Gorsuch recounted Tuesday that he’d had breakfast with legal scholar and frequent Scalia co-author Bryan Garner, who was seated in the hearing room, when Trump’s first list emerged.
“We were having breakfast one day and he said, ‘Neil, you’re not on the list.’ … I said I love my life in Colorado. I wouldn’t change a thing. I’m a happy man. I have a loving wife, beautiful home and children, a great job with wonderful colleagues. I’m a happy person.”
Gorsuch suggested he was content with that situation, when he abruptly learned he’d made Trump’s second tranche.
“Walking away from breakfast, I get an e-mail from Bryan saying there’s a new list and you’re on it. And that was the first I heard of it,” Gorsuch said.
The lists were prepared for Trump by the conservative Federalist Society and the Heritage Foundation, an unorthodox move that has come under fire from Democrats.

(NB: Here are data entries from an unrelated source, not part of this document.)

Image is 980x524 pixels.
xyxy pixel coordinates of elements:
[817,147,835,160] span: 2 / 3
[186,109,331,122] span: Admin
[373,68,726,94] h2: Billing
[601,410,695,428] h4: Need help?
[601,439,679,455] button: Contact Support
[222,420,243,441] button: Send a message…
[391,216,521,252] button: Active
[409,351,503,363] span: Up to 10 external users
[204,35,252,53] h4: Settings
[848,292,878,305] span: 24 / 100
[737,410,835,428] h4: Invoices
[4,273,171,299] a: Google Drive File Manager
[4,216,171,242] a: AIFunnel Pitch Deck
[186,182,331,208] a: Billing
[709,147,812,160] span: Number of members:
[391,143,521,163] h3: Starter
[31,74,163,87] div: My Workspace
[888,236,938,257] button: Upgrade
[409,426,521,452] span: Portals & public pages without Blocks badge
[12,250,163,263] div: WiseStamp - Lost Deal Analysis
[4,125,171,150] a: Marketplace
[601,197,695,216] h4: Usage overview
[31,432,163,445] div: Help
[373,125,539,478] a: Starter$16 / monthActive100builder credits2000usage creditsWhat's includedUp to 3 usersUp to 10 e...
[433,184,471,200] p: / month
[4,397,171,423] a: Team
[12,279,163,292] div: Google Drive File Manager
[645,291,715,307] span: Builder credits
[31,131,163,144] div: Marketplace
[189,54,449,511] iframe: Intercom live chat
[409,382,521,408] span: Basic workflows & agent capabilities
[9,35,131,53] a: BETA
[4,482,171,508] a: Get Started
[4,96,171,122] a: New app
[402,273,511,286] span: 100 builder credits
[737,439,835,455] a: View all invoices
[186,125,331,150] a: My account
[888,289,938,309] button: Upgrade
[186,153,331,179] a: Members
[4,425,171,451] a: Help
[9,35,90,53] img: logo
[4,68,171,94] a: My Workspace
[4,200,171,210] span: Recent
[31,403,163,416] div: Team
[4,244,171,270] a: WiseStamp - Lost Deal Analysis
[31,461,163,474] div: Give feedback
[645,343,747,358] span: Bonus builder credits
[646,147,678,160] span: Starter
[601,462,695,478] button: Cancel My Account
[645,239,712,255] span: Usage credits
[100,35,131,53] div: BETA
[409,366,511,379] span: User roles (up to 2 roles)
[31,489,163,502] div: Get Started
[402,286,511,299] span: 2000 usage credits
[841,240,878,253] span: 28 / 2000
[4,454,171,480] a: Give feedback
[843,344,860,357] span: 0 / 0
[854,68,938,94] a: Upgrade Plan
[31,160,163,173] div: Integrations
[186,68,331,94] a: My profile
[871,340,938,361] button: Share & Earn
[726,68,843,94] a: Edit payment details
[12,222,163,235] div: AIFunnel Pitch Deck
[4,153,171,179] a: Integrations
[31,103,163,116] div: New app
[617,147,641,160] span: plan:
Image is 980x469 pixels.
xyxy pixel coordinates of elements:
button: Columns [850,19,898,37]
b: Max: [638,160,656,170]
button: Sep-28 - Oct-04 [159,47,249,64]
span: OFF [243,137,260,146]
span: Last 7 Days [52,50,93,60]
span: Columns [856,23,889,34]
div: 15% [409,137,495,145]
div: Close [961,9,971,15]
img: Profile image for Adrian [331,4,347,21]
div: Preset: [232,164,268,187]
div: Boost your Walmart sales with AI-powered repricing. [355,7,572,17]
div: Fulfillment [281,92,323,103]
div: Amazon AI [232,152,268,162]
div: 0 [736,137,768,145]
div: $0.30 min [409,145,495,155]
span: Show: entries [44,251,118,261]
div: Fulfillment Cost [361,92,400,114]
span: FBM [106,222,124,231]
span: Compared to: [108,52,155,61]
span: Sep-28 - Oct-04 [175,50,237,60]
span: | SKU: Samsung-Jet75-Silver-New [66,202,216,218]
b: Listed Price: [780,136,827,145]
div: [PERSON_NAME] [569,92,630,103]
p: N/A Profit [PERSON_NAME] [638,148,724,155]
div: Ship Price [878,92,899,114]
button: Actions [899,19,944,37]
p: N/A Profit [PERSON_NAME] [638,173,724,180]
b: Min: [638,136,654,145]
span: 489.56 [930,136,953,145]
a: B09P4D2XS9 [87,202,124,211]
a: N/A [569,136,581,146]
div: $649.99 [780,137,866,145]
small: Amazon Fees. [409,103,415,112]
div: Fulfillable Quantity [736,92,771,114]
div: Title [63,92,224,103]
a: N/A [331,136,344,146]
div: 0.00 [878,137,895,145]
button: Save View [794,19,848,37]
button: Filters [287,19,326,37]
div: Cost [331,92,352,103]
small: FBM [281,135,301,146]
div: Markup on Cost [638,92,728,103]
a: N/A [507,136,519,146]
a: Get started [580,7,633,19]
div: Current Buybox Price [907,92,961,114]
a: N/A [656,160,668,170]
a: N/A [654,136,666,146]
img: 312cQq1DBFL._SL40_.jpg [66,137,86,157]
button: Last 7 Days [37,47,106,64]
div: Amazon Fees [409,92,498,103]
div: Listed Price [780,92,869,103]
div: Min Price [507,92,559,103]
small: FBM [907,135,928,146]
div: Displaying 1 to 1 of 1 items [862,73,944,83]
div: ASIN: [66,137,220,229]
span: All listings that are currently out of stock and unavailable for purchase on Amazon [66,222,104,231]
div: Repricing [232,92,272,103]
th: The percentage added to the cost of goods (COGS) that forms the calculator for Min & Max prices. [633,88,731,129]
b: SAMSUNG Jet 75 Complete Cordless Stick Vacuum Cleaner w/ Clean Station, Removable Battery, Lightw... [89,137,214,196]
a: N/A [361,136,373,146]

Gorsuch tries to make a joke
During questioning about his views about past cases, Gorsuch made it clear that judges — like all humans — aren’t without personal views. But it was incumbent on judges to rule fairly, he added.
“We’re all human beings. I get that. I’m not an algorithm,” Gorsuch said. “We haven’t yet replaced judges with algorithms, although I think eBay is trying.”
No one inside the hearing room laughed, and Gorsuch moved on.